I've had adoption much on my mind lately.
A few years ago, this wouldn't have been unusual. When Laney was new to me, I thought about it constantly because I felt not only unequal to the task of being a mother, I felt unworthy. This is probably true for all parents, since being someone's parent is a uniquely humbling experience. But I think it was aggravated for me after years of failing to get pregnant and, at least how I saw it, failing at being a woman. And I worried and worried that a failure like me was lacking the fundamental skills required for mothering.
But, finally, that fucked up mindtrip came to an end and I grew some confidence. Laney is my girl. She's mine until she grows up and then she's her own (but still a little bit mine, right?).
Which brings me to lately, in which my cousin's husband, Michael, has begun poking around Ancestry.com. This led to some emails among me and my cousins and my brother discussing my paternal great-grandfather, a fellow named Francis Patrick Nolan. I found myself very curious about old F.P. I wondered what kind of man he was and if he was funny, or quick-tempered, whether he was musical, whether he was mean. This curiosity left me curious about why I was so curious and what all this curiosity meant for my own kid. Curiouser and curiouser.
Am I curious about F.P. because his blood runs through my veins? Or because he was my grandmother's father? I lean towards the latter. As my grandmother's father, he had a material effect on the woman she was; a complicated woman, hilarious and loving but also prone to a kind of coldness. She could be mean. She could be wonderful. It stands to reason that when confronted with the specters of her parents, I'd be curious about who they were, since the parents they were to their daughter informed the woman she was, the mother she was to my father, and so on and so on.
But there's that blood stuff too. The blood and the DNA that have been passed down for generations. Biology binds us to the ones that came before too, right?
I can't help but think that my father, whom she never knew, has had a much more significant impact on who she is than her biological grandfather, whom she may one day find. But that is a question of the past that'll be resolved in the future.
We'll have to wait and see if she'll be interested when her cousin's husband starts farting around on Ancestry.com. Will she want to know about my mother's father in the same way I'm curious about my grandmother's father? Will she want to know about him because that will help her to understand her own grandmother? Or will she, lacking any shared DNA, feel no connection to him at all?
There's no way to know until we know. The quality of having been adopted is not, after all, monolithic. Different adopted people have different relationships to their own adoption. For now, as I wonder about this stuff, I have to accept that it is what it is; which is a bit of tautological rhetoric loathed by some (like Laney's grandmother). But I think it's a convenient idiom: this is a situation over which I have no control. Laney will have to work out her own connection to the past. I'm blessedly, blissfully done with feeling like less of Laney's mother because of biology.
She is a curious kid, though. I wonder who she gets that from?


■ **What needs to be done**
Copy out all the entries below, word for word.

- Opening Delimiter -

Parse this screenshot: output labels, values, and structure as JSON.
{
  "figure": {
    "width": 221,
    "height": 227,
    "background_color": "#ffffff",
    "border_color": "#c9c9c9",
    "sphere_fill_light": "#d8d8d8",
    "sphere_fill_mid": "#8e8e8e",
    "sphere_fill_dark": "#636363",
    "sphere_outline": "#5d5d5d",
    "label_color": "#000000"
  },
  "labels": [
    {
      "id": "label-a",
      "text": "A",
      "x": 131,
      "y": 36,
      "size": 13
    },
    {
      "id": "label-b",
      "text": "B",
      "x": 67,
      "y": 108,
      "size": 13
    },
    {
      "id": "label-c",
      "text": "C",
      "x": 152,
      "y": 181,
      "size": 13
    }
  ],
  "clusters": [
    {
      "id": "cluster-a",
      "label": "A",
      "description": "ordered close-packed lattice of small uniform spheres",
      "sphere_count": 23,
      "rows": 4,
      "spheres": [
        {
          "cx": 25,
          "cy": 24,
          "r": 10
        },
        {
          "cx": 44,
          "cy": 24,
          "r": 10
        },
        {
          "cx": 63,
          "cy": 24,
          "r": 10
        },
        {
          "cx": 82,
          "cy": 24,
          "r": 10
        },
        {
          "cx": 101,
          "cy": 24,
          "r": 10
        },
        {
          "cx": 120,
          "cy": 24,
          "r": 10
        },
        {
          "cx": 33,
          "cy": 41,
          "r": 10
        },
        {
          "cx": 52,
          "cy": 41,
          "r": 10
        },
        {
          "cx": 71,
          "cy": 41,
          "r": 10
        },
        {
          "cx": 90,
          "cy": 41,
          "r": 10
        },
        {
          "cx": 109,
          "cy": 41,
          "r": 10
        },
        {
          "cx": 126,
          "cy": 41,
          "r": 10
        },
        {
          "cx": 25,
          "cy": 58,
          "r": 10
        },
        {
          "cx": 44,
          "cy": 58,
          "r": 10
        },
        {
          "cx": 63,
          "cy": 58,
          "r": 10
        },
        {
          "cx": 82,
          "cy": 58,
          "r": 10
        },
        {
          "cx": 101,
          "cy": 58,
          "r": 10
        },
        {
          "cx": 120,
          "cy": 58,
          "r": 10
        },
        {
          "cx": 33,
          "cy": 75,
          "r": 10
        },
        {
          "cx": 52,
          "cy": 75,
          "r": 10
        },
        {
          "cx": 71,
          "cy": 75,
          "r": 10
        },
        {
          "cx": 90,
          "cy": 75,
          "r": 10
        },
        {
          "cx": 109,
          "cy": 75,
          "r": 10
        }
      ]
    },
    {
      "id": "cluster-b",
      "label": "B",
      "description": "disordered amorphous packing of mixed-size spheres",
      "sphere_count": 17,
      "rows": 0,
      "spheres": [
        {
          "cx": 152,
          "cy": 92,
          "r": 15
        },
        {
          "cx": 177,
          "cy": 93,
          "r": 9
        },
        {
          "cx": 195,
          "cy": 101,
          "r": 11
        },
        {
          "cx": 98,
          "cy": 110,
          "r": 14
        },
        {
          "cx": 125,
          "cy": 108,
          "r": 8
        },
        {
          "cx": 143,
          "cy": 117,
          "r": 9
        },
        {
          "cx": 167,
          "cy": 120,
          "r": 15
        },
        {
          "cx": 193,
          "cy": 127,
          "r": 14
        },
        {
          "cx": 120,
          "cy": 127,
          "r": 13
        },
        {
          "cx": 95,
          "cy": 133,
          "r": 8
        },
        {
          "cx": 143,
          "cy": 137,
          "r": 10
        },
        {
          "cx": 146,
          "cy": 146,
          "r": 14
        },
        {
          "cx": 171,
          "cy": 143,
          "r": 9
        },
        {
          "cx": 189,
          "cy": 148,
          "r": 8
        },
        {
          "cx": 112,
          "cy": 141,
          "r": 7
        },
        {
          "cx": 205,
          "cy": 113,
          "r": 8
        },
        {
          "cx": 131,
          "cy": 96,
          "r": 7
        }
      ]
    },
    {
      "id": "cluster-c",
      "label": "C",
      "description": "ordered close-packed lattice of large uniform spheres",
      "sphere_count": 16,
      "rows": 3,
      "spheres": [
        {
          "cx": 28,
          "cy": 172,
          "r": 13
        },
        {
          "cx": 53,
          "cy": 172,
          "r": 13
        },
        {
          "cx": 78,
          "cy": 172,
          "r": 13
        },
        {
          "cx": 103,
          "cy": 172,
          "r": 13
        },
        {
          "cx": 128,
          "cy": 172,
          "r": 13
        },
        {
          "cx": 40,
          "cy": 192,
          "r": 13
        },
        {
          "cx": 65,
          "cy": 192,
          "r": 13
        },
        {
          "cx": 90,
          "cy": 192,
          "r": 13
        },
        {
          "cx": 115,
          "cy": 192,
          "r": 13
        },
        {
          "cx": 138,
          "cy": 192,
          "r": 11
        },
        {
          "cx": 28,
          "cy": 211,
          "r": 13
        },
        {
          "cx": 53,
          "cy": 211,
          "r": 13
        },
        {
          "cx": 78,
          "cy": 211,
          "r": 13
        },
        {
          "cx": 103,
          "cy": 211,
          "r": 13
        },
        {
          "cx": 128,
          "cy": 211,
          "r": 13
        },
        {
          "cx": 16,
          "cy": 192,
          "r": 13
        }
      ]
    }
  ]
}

- Closing Delimiter -

■ **Solution**
Parse this screenshot: output labels, values, and structure as JSON.
{
  "figure": {
    "width": 221,
    "height": 227,
    "background_color": "#ffffff",
    "border_color": "#c9c9c9",
    "sphere_fill_light": "#d8d8d8",
    "sphere_fill_mid": "#8e8e8e",
    "sphere_fill_dark": "#636363",
    "sphere_outline": "#5d5d5d",
    "label_color": "#000000"
  },
  "labels": [
    {
      "id": "label-a",
      "text": "A",
      "x": 131,
      "y": 36,
      "size": 13
    },
    {
      "id": "label-b",
      "text": "B",
      "x": 67,
      "y": 108,
      "size": 13
    },
    {
      "id": "label-c",
      "text": "C",
      "x": 152,
      "y": 181,
      "size": 13
    }
  ],
  "clusters": [
    {
      "id": "cluster-a",
      "label": "A",
      "description": "ordered close-packed lattice of small uniform spheres",
      "sphere_count": 23,
      "rows": 4,
      "spheres": [
        {
          "cx": 25,
          "cy": 24,
          "r": 10
        },
        {
          "cx": 44,
          "cy": 24,
          "r": 10
        },
        {
          "cx": 63,
          "cy": 24,
          "r": 10
        },
        {
          "cx": 82,
          "cy": 24,
          "r": 10
        },
        {
          "cx": 101,
          "cy": 24,
          "r": 10
        },
        {
          "cx": 120,
          "cy": 24,
          "r": 10
        },
        {
          "cx": 33,
          "cy": 41,
          "r": 10
        },
        {
          "cx": 52,
          "cy": 41,
          "r": 10
        },
        {
          "cx": 71,
          "cy": 41,
          "r": 10
        },
        {
          "cx": 90,
          "cy": 41,
          "r": 10
        },
        {
          "cx": 109,
          "cy": 41,
          "r": 10
        },
        {
          "cx": 126,
          "cy": 41,
          "r": 10
        },
        {
          "cx": 25,
          "cy": 58,
          "r": 10
        },
        {
          "cx": 44,
          "cy": 58,
          "r": 10
        },
        {
          "cx": 63,
          "cy": 58,
          "r": 10
        },
        {
          "cx": 82,
          "cy": 58,
          "r": 10
        },
        {
          "cx": 101,
          "cy": 58,
          "r": 10
        },
        {
          "cx": 120,
          "cy": 58,
          "r": 10
        },
        {
          "cx": 33,
          "cy": 75,
          "r": 10
        },
        {
          "cx": 52,
          "cy": 75,
          "r": 10
        },
        {
          "cx": 71,
          "cy": 75,
          "r": 10
        },
        {
          "cx": 90,
          "cy": 75,
          "r": 10
        },
        {
          "cx": 109,
          "cy": 75,
          "r": 10
        }
      ]
    },
    {
      "id": "cluster-b",
      "label": "B",
      "description": "disordered amorphous packing of mixed-size spheres",
      "sphere_count": 17,
      "rows": 0,
      "spheres": [
        {
          "cx": 152,
          "cy": 92,
          "r": 15
        },
        {
          "cx": 177,
          "cy": 93,
          "r": 9
        },
        {
          "cx": 195,
          "cy": 101,
          "r": 11
        },
        {
          "cx": 98,
          "cy": 110,
          "r": 14
        },
        {
          "cx": 125,
          "cy": 108,
          "r": 8
        },
        {
          "cx": 143,
          "cy": 117,
          "r": 9
        },
        {
          "cx": 167,
          "cy": 120,
          "r": 15
        },
        {
          "cx": 193,
          "cy": 127,
          "r": 14
        },
        {
          "cx": 120,
          "cy": 127,
          "r": 13
        },
        {
          "cx": 95,
          "cy": 133,
          "r": 8
        },
        {
          "cx": 143,
          "cy": 137,
          "r": 10
        },
        {
          "cx": 146,
          "cy": 146,
          "r": 14
        },
        {
          "cx": 171,
          "cy": 143,
          "r": 9
        },
        {
          "cx": 189,
          "cy": 148,
          "r": 8
        },
        {
          "cx": 112,
          "cy": 141,
          "r": 7
        },
        {
          "cx": 205,
          "cy": 113,
          "r": 8
        },
        {
          "cx": 131,
          "cy": 96,
          "r": 7
        }
      ]
    },
    {
      "id": "cluster-c",
      "label": "C",
      "description": "ordered close-packed lattice of large uniform spheres",
      "sphere_count": 16,
      "rows": 3,
      "spheres": [
        {
          "cx": 28,
          "cy": 172,
          "r": 13
        },
        {
          "cx": 53,
          "cy": 172,
          "r": 13
        },
        {
          "cx": 78,
          "cy": 172,
          "r": 13
        },
        {
          "cx": 103,
          "cy": 172,
          "r": 13
        },
        {
          "cx": 128,
          "cy": 172,
          "r": 13
        },
        {
          "cx": 40,
          "cy": 192,
          "r": 13
        },
        {
          "cx": 65,
          "cy": 192,
          "r": 13
        },
        {
          "cx": 90,
          "cy": 192,
          "r": 13
        },
        {
          "cx": 115,
          "cy": 192,
          "r": 13
        },
        {
          "cx": 138,
          "cy": 192,
          "r": 11
        },
        {
          "cx": 28,
          "cy": 211,
          "r": 13
        },
        {
          "cx": 53,
          "cy": 211,
          "r": 13
        },
        {
          "cx": 78,
          "cy": 211,
          "r": 13
        },
        {
          "cx": 103,
          "cy": 211,
          "r": 13
        },
        {
          "cx": 128,
          "cy": 211,
          "r": 13
        },
        {
          "cx": 16,
          "cy": 192,
          "r": 13
        }
      ]
    }
  ]
}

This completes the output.